Ketchum was a young doctor when he met Cayce in Hopkinsville, Kentucky. One of Ketchum's first patients was a girl named Aime Dietrich, whom Cayce had recently cured from a seemingly incurable condition. Her father, the former superintendent of schools in Hopkinsville, told Ketchum about Cayce. Ketchum asked Cayce to give him a reading for a condition that Ketchum was suffering from. Ketchum believed that it was appendicitis, but Cayce diagnosed it as a back injury that Ketchum had suffered before he met Cayce. Cayce recommended osteopathic adjustments, which cured the condition.

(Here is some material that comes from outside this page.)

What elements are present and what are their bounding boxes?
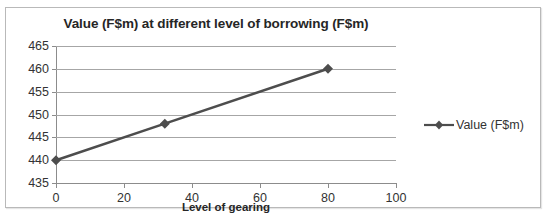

So, that's how Ketchum became a believer in Cayce. Cayce went on to successfully diagnose many more cases for Ketchum, which is what led to the publication of an article about Cayce in the New York Times on October 9, 1910. That article stated:
"It is well enough to add that Dr. Wesley H. Ketchum is a reputable physician of high standing and successful practice in the homeopathic school of medicine. He possesses a classical education, is by nature of a scientific turn, and is a graduate of one of the leading medical institutions of the country. He is vouched for by orthodox physicians in both Kentucky and Ohio, in both of which states he is well known. In Hopkinsville, where his home is, no physician of any school stands higher, though he is still a young man on the shady side of Dr. Osler's deadline of 40. Dr. Ketchum wishes it distinctly understood that his presentation of the subject is purely ethical, and that he attempts no explanation of what must be classed as mysterious mental phenomena."